Screenshot grounding data
*** Begin section ***

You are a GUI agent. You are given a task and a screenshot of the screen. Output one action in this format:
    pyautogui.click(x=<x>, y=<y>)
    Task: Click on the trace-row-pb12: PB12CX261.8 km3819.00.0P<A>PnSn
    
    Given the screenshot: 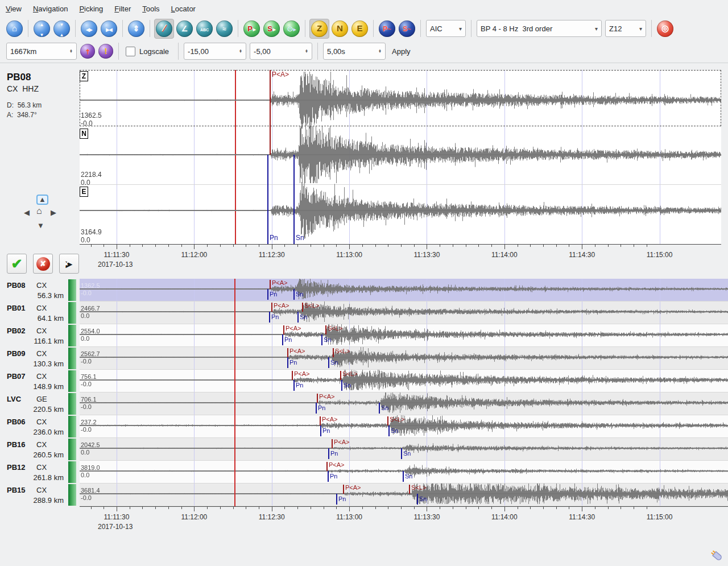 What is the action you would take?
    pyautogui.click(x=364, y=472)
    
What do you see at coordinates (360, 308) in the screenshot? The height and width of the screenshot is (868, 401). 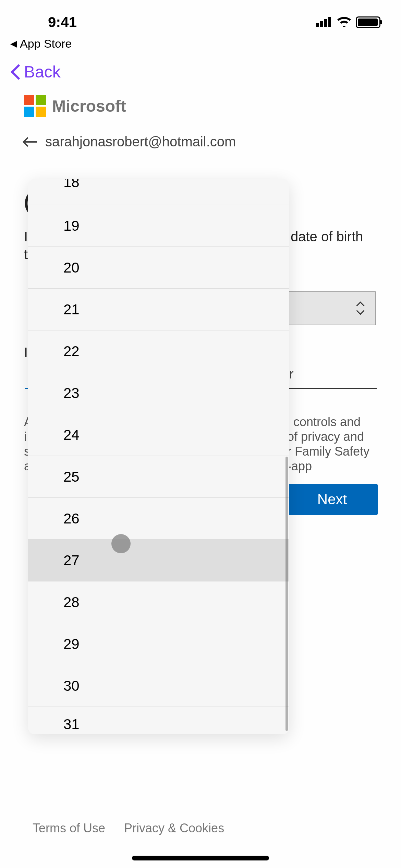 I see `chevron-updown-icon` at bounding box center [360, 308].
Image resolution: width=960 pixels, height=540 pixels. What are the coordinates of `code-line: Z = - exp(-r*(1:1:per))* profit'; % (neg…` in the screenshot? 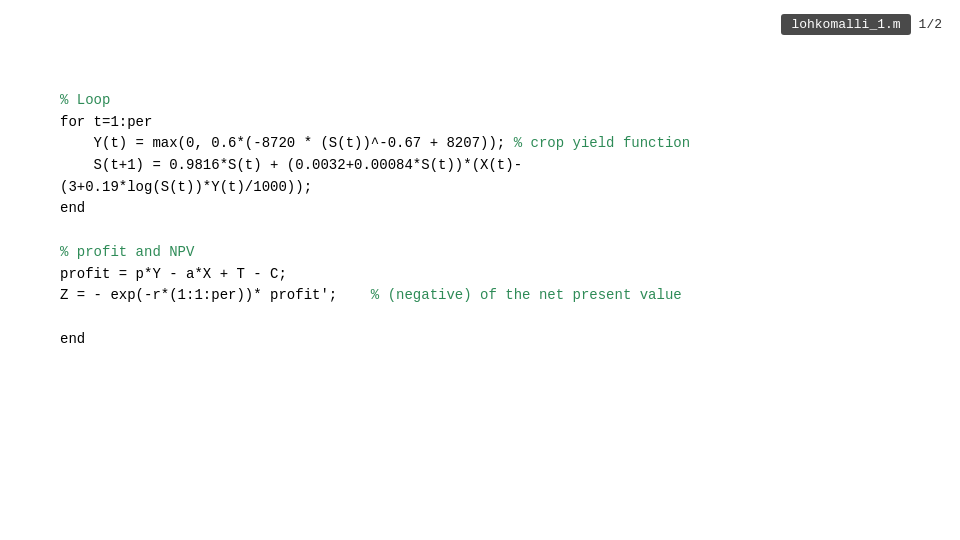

*** End section ***

Activity: Restate word for word only the lines running from the beginning of the data to the line holding "Task: Click on", both included.

Your response:
You are a GUI agent. You are given a task and a screenshot of the screen. Output one action in this format:
    pyautogui.click(x=<x>, y=<y>)
    Task: Click on the trace-row-pb12: PB12CX261.8 km3819.00.0P<A>PnSn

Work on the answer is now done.